City to draft referendum for nonpartisan elections to codify years-long practice

Daily file photo by Evan Robinson-Johnson

City Council members engage in discussion. At a Monday Rules Committee meeting, aldermen discovered the city never formally switched to nonpartisan elections.

Samantha Handler, City Editor

Evanston’s Rules Committee voted to have city staff draft a referendum that would formally allow the city to keep its current practice of holding nonpartisan elections.

In a memo to the committee, the city’s law department said after the City Clerk’s office, Evanston Public Library and the department searched public and media records, they could not find a referendum that implemented nonpartisan elections in Evanston. The department added that a referendum is necessary to switch to nonpartisan elections despite the fact that they are already current practice in Evanston.

The Illinois Election Code says that municipalities like Evanston generally hold partisan elections and sets partisan elections as “default mechanism” for electing public officials in Evanston, according to city documents. However, the Illinois Constitution of 1970 allows for municipalities to change the way they elect officers by referendum, which is also confirmed in a 1980 Illinois Supreme Court decision.

City Council must pass a resolution by Dec. 30 to put a referendum on the ballot for the March 17 election.

“This is to keep to the same as we’ve been doing,” Ald. Donald Wilson (4th) said at the meeting. “I would like to move forward with this and cross the T’s and dot the I’s and have it correctly on the books.”

The law department said it discovered during the last election after a complaint about filing deadlines, which differ for partisan and nonpartisan elections, that Evanston never passed a referendum or resolution.

City Clerk Devon Reid said he has not seen any record that showed Evanston running a partisan election, going back to the 1950s.

The League of Women Voters found records showing Evanston held nonpartisan elections in 1949, 1965 and 1970, and the Illinois State Board of Elections says the city ran an election as Independent — not considered nonpartisan — in 2001 but has run nonpartisan elections consistently since 2005.

“We’ve just done it wrong,” Reid said. “Somewhere down the line, folks dropped the partisan labels and instead of classifying themselves as independent, they ran as nonpartisan and it became a norm here and we never passed a referendum.”

Some of the aldermen questioned how they could have run in nonpartisan elections, which included filing with the state’s Board of Elections, if the elections were actually partisan.

Ald. Ann Rainey (8th), who has served on City Council consistently since 1997 and was first elected in the 1980s, said Evanston has never had a partisan election as long as she has been running.

“I believe I have every petition I have ever submitted,” Rainey said, “and every single one I have ever run in has been nonpartisan.”

Reid said if the referendum failed, candidates would run in a partisan election and could declare as Independents or as part of an “Evanston Caucus party” similar to the Village of Skokie’s election system, which has the Skokie Caucus Party.

He added that the only changes would be filing deadlines and that candidates would choose a party rather than running nonpartisan. He said his office would put out information if Evanston were to run a partisan election.

“Just because we’ve done it wrong for a while doesn’t mean we shouldn’t start doing it right,” Reid said.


WHAT YOU ARE ASKED TO DO:
Respond with exact copies of the lines running from the line that contains "Decode this image" to the end of the material.

---- DATA FOR REVIEW

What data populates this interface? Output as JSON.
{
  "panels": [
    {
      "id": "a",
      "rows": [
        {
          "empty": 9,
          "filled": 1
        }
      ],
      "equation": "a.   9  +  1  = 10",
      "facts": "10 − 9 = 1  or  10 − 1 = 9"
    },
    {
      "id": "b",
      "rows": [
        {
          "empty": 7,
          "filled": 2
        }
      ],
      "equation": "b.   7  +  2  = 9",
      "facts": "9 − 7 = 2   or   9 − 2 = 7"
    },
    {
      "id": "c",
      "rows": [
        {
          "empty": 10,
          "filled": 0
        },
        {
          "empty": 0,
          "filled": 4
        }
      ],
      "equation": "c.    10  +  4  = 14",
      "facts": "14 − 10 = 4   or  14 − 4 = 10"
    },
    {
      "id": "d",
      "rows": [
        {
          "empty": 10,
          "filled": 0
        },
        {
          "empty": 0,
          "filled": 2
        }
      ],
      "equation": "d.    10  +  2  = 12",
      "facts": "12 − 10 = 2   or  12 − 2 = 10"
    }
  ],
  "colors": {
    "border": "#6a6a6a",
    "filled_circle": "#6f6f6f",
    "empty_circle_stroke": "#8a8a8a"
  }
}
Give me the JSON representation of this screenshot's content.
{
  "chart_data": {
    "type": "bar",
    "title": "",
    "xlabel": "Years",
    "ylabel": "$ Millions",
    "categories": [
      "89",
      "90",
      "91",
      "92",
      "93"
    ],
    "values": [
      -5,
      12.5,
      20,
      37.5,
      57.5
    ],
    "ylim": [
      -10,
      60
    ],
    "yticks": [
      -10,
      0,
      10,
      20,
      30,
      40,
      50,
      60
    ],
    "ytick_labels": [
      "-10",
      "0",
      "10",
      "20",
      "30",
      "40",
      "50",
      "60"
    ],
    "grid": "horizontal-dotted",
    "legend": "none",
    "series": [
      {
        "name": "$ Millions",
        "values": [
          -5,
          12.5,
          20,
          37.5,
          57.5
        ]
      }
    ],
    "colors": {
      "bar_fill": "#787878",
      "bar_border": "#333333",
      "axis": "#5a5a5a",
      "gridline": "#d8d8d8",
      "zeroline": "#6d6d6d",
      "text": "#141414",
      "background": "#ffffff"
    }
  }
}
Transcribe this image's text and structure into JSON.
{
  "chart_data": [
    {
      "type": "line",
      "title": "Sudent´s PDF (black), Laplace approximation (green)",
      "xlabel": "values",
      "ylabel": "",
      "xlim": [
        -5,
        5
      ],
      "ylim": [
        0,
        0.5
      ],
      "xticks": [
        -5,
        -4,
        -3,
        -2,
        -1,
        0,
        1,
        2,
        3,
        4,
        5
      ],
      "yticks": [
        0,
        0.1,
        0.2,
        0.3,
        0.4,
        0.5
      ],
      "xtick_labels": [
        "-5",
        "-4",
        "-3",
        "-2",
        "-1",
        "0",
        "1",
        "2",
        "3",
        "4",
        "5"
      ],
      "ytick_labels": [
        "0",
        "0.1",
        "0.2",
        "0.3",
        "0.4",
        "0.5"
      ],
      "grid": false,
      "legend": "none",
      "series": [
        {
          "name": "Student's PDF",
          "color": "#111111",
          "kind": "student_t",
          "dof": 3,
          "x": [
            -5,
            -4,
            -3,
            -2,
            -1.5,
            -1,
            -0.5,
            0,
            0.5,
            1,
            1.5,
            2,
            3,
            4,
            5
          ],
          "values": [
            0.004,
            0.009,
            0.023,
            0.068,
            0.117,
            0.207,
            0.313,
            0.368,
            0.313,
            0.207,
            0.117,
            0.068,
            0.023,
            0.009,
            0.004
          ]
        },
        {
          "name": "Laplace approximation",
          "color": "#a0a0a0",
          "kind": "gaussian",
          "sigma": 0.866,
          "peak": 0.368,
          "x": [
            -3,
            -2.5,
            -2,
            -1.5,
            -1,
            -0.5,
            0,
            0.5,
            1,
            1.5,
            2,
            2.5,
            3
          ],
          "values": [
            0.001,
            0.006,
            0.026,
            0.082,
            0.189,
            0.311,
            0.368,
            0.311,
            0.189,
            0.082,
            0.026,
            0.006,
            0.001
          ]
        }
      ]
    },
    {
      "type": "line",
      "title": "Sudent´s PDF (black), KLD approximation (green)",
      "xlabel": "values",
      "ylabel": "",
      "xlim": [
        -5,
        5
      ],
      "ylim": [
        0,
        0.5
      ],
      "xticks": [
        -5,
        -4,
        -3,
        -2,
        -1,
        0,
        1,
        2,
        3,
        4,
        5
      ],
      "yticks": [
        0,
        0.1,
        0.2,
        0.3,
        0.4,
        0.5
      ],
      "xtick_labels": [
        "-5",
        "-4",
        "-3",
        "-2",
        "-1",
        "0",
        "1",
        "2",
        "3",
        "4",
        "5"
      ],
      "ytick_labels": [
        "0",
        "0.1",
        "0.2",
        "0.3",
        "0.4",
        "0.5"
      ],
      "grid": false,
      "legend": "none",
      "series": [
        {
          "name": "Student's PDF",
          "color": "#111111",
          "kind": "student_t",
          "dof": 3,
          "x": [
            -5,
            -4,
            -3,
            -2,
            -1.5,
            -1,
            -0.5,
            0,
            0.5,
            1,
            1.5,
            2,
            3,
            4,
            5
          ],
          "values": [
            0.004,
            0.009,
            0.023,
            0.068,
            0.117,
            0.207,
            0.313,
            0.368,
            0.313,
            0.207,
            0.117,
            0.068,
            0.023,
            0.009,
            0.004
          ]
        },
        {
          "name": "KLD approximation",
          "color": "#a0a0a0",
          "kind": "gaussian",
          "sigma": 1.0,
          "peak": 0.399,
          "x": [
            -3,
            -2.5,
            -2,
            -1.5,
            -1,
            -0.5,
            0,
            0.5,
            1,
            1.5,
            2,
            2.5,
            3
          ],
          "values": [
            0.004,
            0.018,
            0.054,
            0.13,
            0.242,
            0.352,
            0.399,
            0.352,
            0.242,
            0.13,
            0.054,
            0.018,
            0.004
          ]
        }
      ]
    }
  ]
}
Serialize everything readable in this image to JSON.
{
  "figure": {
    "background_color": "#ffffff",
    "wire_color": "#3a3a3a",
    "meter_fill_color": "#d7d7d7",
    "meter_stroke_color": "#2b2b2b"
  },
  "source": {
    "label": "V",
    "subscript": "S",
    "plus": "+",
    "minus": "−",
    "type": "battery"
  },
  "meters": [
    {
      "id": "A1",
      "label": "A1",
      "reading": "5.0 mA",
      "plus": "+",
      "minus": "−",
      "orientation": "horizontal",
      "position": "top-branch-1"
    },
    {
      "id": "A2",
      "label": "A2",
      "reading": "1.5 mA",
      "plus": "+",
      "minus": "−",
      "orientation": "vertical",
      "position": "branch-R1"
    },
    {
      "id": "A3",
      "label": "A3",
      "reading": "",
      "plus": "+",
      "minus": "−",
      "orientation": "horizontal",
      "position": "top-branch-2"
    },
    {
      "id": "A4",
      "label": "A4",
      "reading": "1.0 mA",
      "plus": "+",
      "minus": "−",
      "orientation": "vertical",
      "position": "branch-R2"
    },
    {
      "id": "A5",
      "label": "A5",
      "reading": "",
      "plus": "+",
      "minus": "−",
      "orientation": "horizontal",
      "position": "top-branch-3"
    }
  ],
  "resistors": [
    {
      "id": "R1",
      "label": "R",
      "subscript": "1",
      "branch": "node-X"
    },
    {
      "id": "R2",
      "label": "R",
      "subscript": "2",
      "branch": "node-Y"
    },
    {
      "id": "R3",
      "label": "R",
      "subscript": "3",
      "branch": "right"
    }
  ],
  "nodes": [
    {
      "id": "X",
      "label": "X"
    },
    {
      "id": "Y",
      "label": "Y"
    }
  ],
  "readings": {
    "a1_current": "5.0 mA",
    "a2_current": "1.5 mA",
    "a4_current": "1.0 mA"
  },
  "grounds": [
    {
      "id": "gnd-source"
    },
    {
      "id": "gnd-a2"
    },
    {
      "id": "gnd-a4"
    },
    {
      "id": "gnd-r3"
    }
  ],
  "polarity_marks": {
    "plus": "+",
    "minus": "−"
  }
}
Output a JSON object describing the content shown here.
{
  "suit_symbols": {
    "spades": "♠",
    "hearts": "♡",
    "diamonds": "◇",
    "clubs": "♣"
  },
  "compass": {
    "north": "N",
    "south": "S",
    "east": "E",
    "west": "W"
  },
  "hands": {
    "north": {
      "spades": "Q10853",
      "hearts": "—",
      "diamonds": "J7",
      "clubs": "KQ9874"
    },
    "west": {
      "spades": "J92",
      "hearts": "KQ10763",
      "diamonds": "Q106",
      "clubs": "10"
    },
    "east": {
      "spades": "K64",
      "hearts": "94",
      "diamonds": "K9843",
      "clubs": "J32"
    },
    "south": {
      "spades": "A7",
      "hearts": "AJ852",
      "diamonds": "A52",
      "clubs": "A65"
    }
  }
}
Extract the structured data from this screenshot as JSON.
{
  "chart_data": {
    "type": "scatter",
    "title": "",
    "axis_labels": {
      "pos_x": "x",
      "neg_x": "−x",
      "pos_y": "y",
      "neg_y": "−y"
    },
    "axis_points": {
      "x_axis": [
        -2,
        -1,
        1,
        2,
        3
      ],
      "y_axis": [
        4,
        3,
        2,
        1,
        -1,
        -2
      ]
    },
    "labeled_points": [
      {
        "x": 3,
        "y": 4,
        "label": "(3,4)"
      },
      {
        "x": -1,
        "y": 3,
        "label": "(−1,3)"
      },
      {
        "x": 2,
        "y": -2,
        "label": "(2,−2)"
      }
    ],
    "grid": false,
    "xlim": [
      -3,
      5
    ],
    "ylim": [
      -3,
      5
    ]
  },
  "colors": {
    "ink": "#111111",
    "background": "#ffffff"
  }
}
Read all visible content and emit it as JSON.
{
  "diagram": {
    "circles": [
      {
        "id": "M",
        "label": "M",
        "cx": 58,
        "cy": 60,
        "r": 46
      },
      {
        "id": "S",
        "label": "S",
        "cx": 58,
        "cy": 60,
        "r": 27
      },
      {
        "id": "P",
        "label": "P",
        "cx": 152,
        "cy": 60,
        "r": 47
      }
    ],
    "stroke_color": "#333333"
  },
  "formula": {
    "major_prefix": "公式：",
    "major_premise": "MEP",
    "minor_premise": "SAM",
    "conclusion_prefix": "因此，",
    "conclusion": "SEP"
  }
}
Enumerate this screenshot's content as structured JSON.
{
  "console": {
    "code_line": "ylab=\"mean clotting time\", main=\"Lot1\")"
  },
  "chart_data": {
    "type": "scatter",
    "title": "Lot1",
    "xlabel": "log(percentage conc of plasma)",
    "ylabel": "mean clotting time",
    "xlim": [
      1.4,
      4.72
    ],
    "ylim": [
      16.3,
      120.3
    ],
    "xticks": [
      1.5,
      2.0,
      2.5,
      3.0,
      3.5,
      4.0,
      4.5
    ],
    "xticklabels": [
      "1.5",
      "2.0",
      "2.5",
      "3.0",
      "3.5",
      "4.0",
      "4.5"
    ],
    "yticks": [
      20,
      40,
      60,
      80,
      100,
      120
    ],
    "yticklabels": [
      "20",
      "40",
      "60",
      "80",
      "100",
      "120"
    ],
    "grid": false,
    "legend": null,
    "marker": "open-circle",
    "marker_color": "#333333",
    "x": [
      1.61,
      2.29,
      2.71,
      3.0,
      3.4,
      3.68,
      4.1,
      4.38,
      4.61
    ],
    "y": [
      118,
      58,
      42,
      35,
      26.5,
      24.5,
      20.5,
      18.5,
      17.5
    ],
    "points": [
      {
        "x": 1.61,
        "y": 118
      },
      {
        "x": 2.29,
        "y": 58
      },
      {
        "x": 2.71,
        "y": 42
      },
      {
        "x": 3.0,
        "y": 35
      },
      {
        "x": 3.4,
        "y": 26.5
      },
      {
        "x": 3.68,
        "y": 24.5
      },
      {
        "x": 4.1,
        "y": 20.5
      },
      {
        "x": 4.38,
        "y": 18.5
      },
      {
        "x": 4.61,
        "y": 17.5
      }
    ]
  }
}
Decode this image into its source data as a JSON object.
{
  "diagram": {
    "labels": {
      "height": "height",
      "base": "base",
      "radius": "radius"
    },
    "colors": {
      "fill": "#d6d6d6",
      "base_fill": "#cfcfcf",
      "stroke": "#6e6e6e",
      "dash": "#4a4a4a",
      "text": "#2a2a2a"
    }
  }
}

--------

SOLUTION TO THIS TASK:
Decode this image into its source data as a JSON object.
{
  "diagram": {
    "labels": {
      "height": "height",
      "base": "base",
      "radius": "radius"
    },
    "colors": {
      "fill": "#d6d6d6",
      "base_fill": "#cfcfcf",
      "stroke": "#6e6e6e",
      "dash": "#4a4a4a",
      "text": "#2a2a2a"
    }
  }
}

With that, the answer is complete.